Community BlogEnvisioning Our Best Parenting Selves
My daughter recently said to me, “Baba,” (that’s what she’s called me ever since she was too little to say Abba), “how can you teach a class on parenting when you’re still figuring out how to do it yourself?” After my initial reaction of, “Oh no, she’s on to me!” I explained to her the same thing I said to the members of my class on opening night: I do not have this all figured out, and this class is not about me telling anyone how to parent.

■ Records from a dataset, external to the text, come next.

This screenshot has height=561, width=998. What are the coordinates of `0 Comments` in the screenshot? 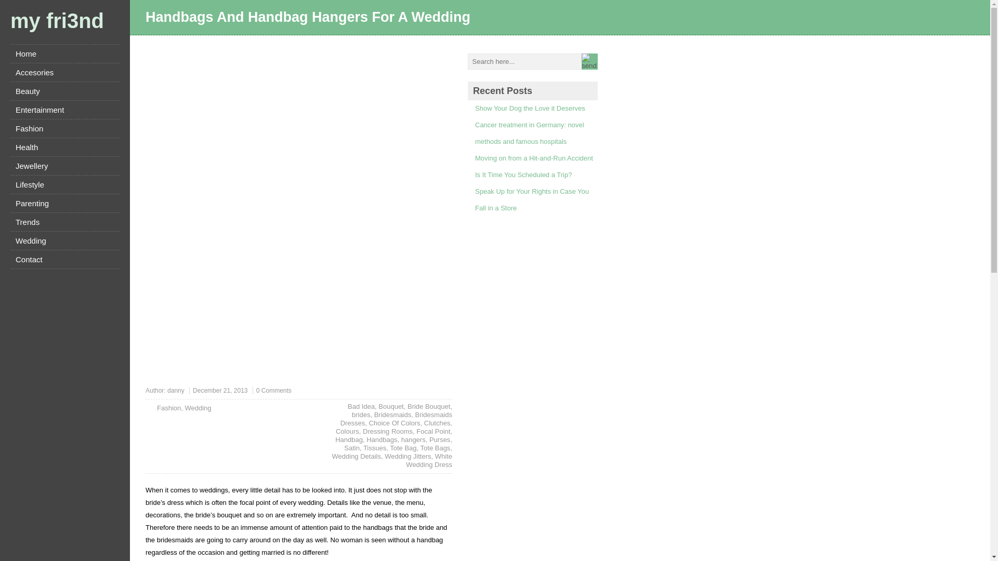 It's located at (273, 391).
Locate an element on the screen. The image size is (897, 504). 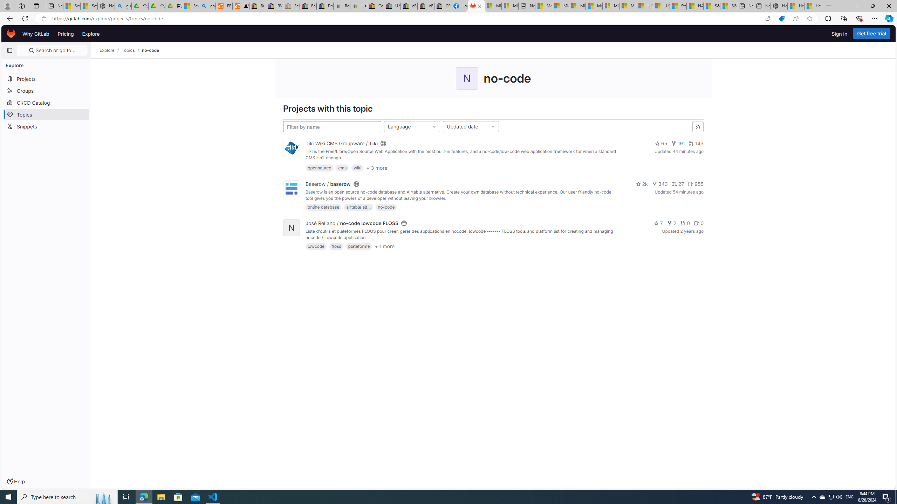
Why GitLab is located at coordinates (36, 34).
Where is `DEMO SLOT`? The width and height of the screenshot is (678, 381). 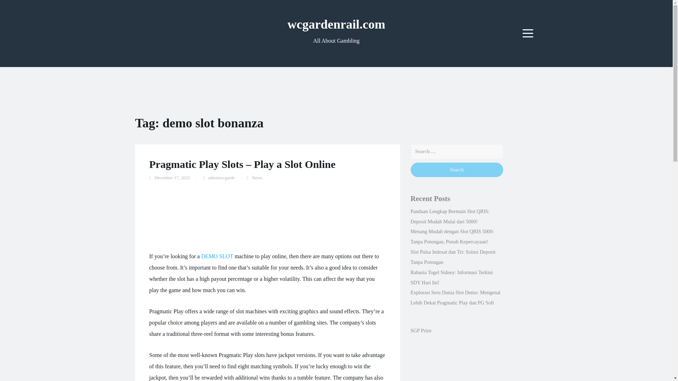
DEMO SLOT is located at coordinates (217, 256).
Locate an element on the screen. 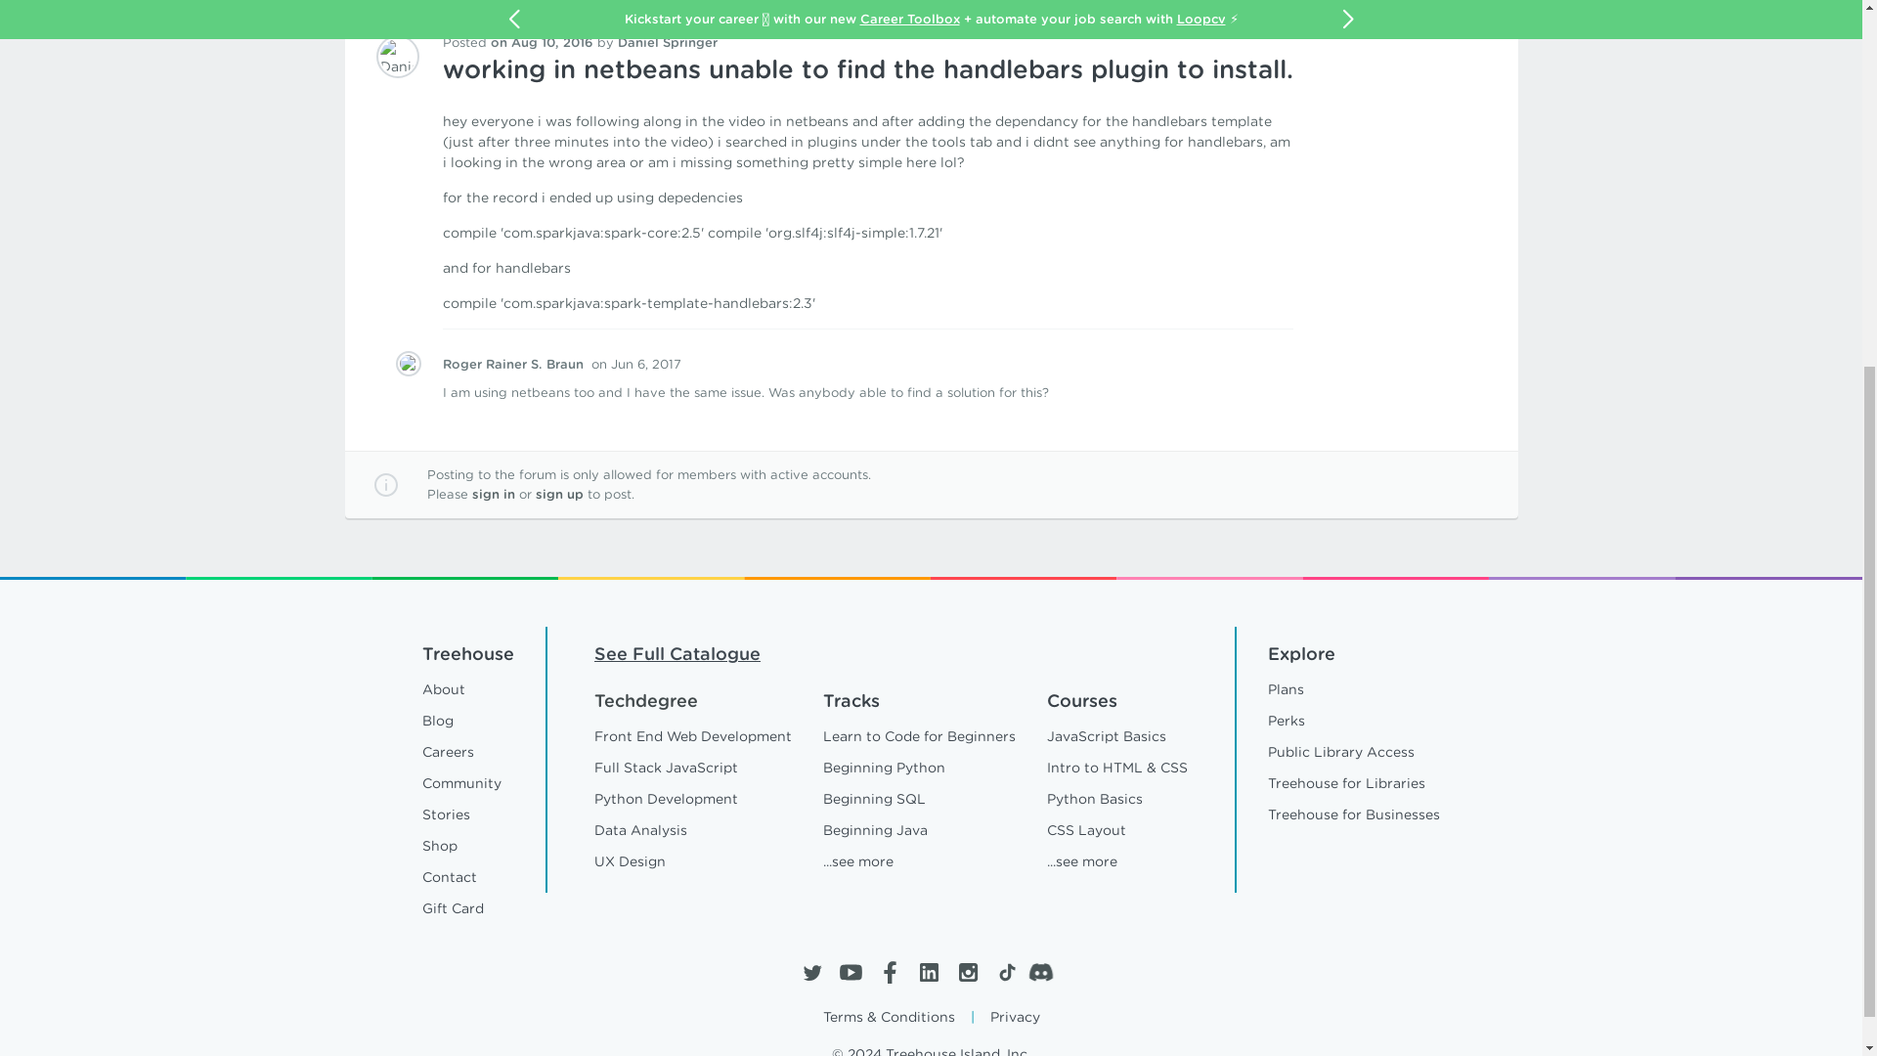  Twitter is located at coordinates (810, 972).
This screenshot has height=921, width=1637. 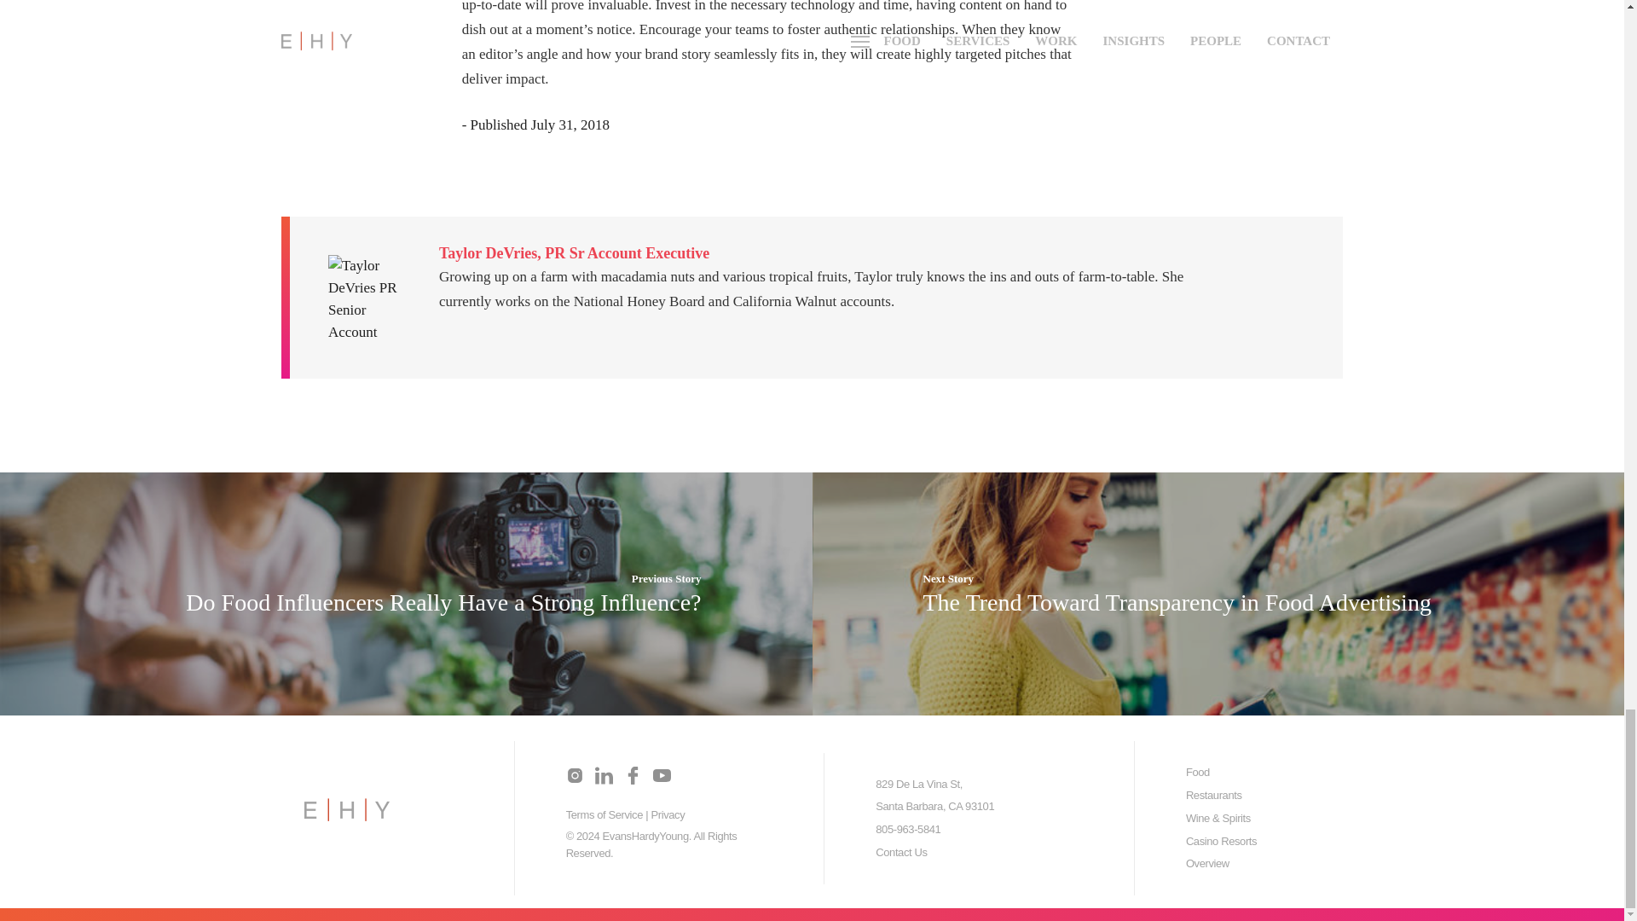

Whenever I teach anything, in fact, it’s not about me telling anyone how to do anything. Instead, I hold by Rav Kook’s statement of the purpose of learning Torah:
“Understanding reached by one’s own mind – this is the highest expression of spiritual progress. All that is learned by study is absorbed from the outside, and is of lesser significance as compared with what is thought through within the soul itself. All that is acquired by study is only a profound strategy as to how to draw on what is hidden in the heart, in the depth of the soul, one’s inner understanding, from the knowledge within.” (Orot Hakodesh I, 180)
If this is true about anything, it’s true for parenting. I see my role as creating the framework for parents to clarify their deepest goals and envision their own best parenting selves, and then cultivating a supportive environment to help them get there. With our PTJL class in Sharon, sponsored by Young Israel and Striar Hebrew Academy, we had the help of free babysitting and pizza dinners.
So, for example, our first class was dedicated to participants identifying three core values and then articulating them in a way that both parents and children can understand. We then spent the subsequent classes imagining how we might do daily routines, Shabbat, and life cycle events in a way that manifests those values and teaches them to our kids, organically. In my own family, my wife (who joined me for the series) and I determined that one of our core values was that our family feel like a team, with every member having an important role to play in working together. To foster that, we decided to give our kids responsibilities in preparing for Shabbat and making Havdalah together, to express that value to them in concrete ways.
This process has been so refreshing and rewarding for us and for the other families. I’m looking forward to continuing to learn and share with this group as we plan for PTJL Part 2 in the fall.